Thousands of Brazilians over the last year received the same communication from their banks: the letter or email usually explained that the account would be transferred to a new unit, due to the closing of the original branch. The movement, increasingly common, is a reflection of the increase in digitization, which gained strength in the pandemic, and also the increase in pressure from fintechs. In this scenario, the large listed banks deactivated nearly 1.8 thousand branches in the 12 months closed in September.
During this period, Banco do Brasil and Bradesco led branch closures, with 765 and 762 points closed, respectively. Over these 12 months, the two institutions laid off a total of 14,700 workers. The movement of closures also took place at Santander and Itaú, but in a much lighter way: the two banks closed 139 and 112 branches in the period. Unlike what happened with the two rivals, the institutions hired employees in the period.
The trend of closing the doors of physical units is still going to continue. A study by the German consultancy Roland Berger pointed out that the country’s five large banks could reduce the number of their branches by no less than 30%. At some big banks, branch transactions have dropped 70% this year, while cellphone transactions have jumped more than 90%.
BUREAUCRACY. It was at one of these agencies that the Colombian David Vélez, founder of Nubank, entered when he arrived in Brazil, in 2012, to try to open a checking account. The revolving doors with metal detectors and armed security guards showed that the process of opening an account would be difficult and slow.
And so it was. Four months later and a series of documents delivered, Vélez opened his account and was convinced that there was room for this process to be easier, as he says in Nubank’s IPO documents, which should debut on the Stock Exchange worth more than Itaú , Bradesco and Santander – and without any physical branch.
The Roland Berger study that was prepared earlier this year considers two driving forces that would lead banks to close branches. One was the increased competition with fintechs, already fully integrated with 100% digital service, and the other was a low interest scenario, which had been affecting the bank spread (difference between the cost of funding and granting credit), something that affects your profitability.
PROFILES Claudio Gallina, senior director of financial institutions at the risk rating agency Fitch, says that this process of closing branches also reflects the change in the client’s profile, with the arrival of the younger – and digital – to the active economy.
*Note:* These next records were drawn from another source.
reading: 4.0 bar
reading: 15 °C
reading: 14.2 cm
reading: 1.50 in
Gallina points out that, in addition to the first move made by banks, to close branches very close to others, now the remaining points should have fewer employees, as the flow of customers will be smaller.
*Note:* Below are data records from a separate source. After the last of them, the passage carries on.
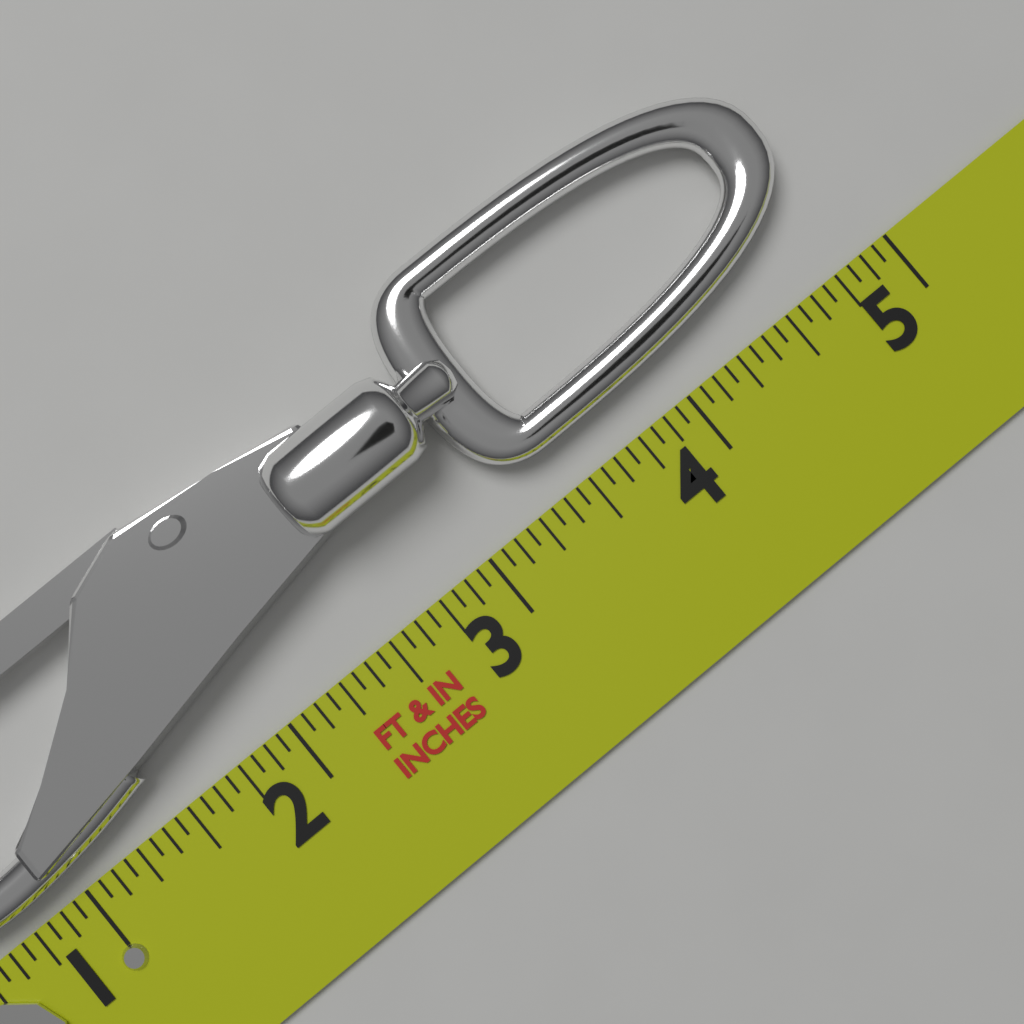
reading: 4.8750 in
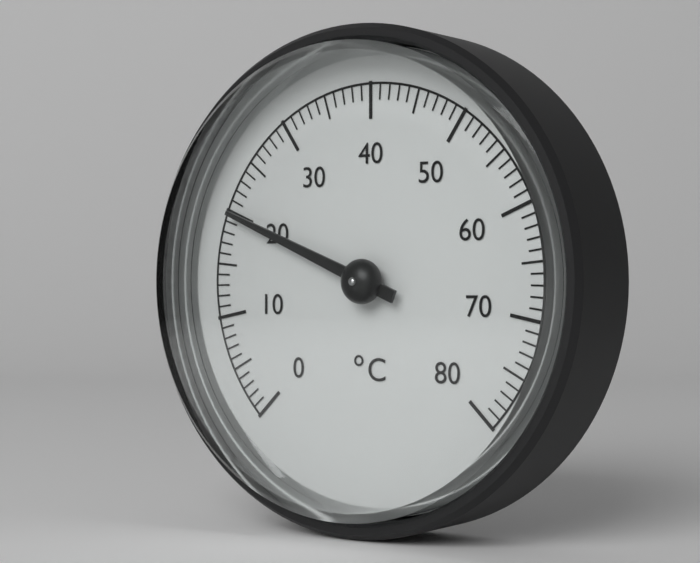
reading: 20 °C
Banks recognize that the process is ongoing. The president of Bradesco, Octávio de Lazari, said in a recent conference call that the bank will close 179 branches this year and will transform 377 into business units, which no longer have a cashier and are cheaper.
Before the pandemic, Bradesco tellers at branches performed 1 million authentications a day, whether from a bank slip or an account. Today, that number has dropped to 112,000.
In Bradesco’s new agency model, the economy is mainly safe. “Bradesco had 10,000 armed guards inside the branches. Expenses with strong cars were enormously expensive”, he said. In two years, a thousand branches were revamped.
Despite this, banks have stated that physical presence plays an important role in the business. “I always say that we have the branch network by conviction. We made an adjustment in the network in the last five years, a reduction of a thousand points of sale. We reduced the overlap a lot”, commented the president of Itaú, Milton Maluhy Filho, in a conference call about the results of the third quarter. “We still see good demand at physical points”, he emphasizes.
At Santander, the decision has been to have more physical units in the central regions of the country, exactly where the financial institution believes that the potential for growth is greater. “We are opening branches in central Brazil, where there is growth,” said the bank’s financial director, Angel Santodomingo.
Therefore, the institution took the decision to open service points in the Midwest, where agribusiness is booming. Even so, the Spanish bank closed 139 branches in the 12 months ended in September.
WIN-WIN. Professor at Fundação Getúlio Vargas (FGV), Joelson Sampaio says that this movement is the result of the digitalization of society – a phenomenon that, in the case of the relationship with banks, brought benefits both to companies and to customers.
“More people started to use digital services, and banks want to face up to fintechs and reduce their costs”, he comments. According to him, the agencies will also move towards having a new proposal, like the business units, which can be focused on other services off the banks’ shelf, such as investments, for example. Information is from the newspaper The State of São Paulo.